5 cases of companies using Augmented Reality to boost customer experience
Trying on virtual glasses with Warby Parker
Eyewear retailer Warby Parker – often listed as one of the most innovative companies – recently added a new feature called “Virtual Try-On” in its mobile app for those iPhone devices equipped with Face ID (X, XR, and XS). Customers can put the camera into selfie mode and select frames to check out in real time how these look on them. Though there are plenty of apps and websites that allow you to find out how a pair of glasses will fit your face, Warby Parker is one of the first to render the glasses in a live, 3D preview. This is a clever combination of usefulness and sales driven marketing, by offering a simple solution to a real customer problem. I also love that the app includes social sharing features: the idea is that people can ask feedback from others via social media, as they tend to do in shops, when they take a friend or family member with them.
Selecting hair colour with Garnier & Walmart
It struck me that brands really like to collaborate in AR projects: just like the digital layer merges with reality to reinforce each other, brands reach out to one another in AR to push themselves to a higher level. Audi and Disney have for instant joined forces, just like Snapchat and Lego or Garnier and Walmart. The last one is a cool project: Walmart customers can interact with AR-induced shelf screens that record their current hair colour and then display a range of recommended shades so they can virtually try them on in real time. On top of that, a barcode scanning option enables users to test all Garnier shades that are available in the store. Garnier initially launched Shade Selector through a mobile and web interface and now Walmart is the first brick-and-mortar retailer to offer the in-store version. Shade Selector will eventually roll out at 37 brick-and-mortar stores for one-year pilots during 2019. It’s a beautiful example of an online-to-offline move that can benefit Walmart, Garnier as well as the customer with an enhanced in-store shopping experience.
An interactive wall map at the British resort Premier Inn
A great number of augmented reality cases are obviously about placing a layer of useful information on top of an existing context. It’s interesting to see how AR is – as it were – pulling metadata out of products, environments and even people to make them visible for the eye. This type of informative virtual overlay is exceedingly useful in foreign environments, of course. So it’s only logical that the travel and hotel industry would be enthusiastically experimenting with it. British resort Premier Inn, for instance, has The Hub Hotel on its wall maps: when viewed through a smartphone or tablet, these maps include extra tourist information in AR about some of the local places of interest. Another fantastically useful information-driven example for travellers is that of the Waygo app that can instantly translate short foreign texts by pointing a phone’s camera at the text in question. That’s extra helpful for those culture with different types of characters than the roman ones, like in the case of Chinese or Russian.
A personalized delivery message with Hermes
With the current booming of online purchases, companies are actively looking for new ways to distinguish themselves form the crowd. A clever and very convenient way to do so, is by adding value to the characteristically boring process of packaging and delivering. European delivery company Hermes, for instance, recently announced that it will add augmented reality (AR) personalized video messaging to its packaging. It allows receivers to scan the shipping label and view a video message that has been pre-recorded by the sender. Hermes is not the only one to spruce up packaging and delivery. 1-800-Flowers and Subscription service FabFitFun have been doing the same thing with AR.
‘Trying on’ new furniture with IKEA Place
AR is not just very convenient for testing out clothes, make-up, hair colour etc. Houses and other spaces can just as well ‘try on’ furniture and other accessories for size and aesthetic fit. Swedish furniture retailer IKEA, for instance, collaborated with Apple on the AR ‘IKEA place’ app to help e-commerce shoppers visualize with 98% accuracy how items might fit inside or outside their homes as they browse online. In a future version of the app, users will even be able to click on a virtual sofa to see how big it is when expanded into a sofa bed. This use of AR can really facilitate the buyer’s journey for IKEA customers: they can seamlessly transition from viewing an item at scale in the intended environment to purchasing it in just a few easy steps. Talk about frictionless buying.
So, I hope these practical use cases inspired you. They offer exactly the useful added value that will allow brands to keep interacting (in) directly with customersonce the era of automated and voice-induced buying will take off.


**Problem to solve:**
Starting at the first line below, copy through to the last line exactly.

Segment Start: Material provided

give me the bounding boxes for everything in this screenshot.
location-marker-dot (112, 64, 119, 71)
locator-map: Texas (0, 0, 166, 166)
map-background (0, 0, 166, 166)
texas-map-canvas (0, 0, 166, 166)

Segment End: Material provided

**Exercise answer:**
give me the bounding boxes for everything in this screenshot.
location-marker-dot (112, 64, 119, 71)
locator-map: Texas (0, 0, 166, 166)
map-background (0, 0, 166, 166)
texas-map-canvas (0, 0, 166, 166)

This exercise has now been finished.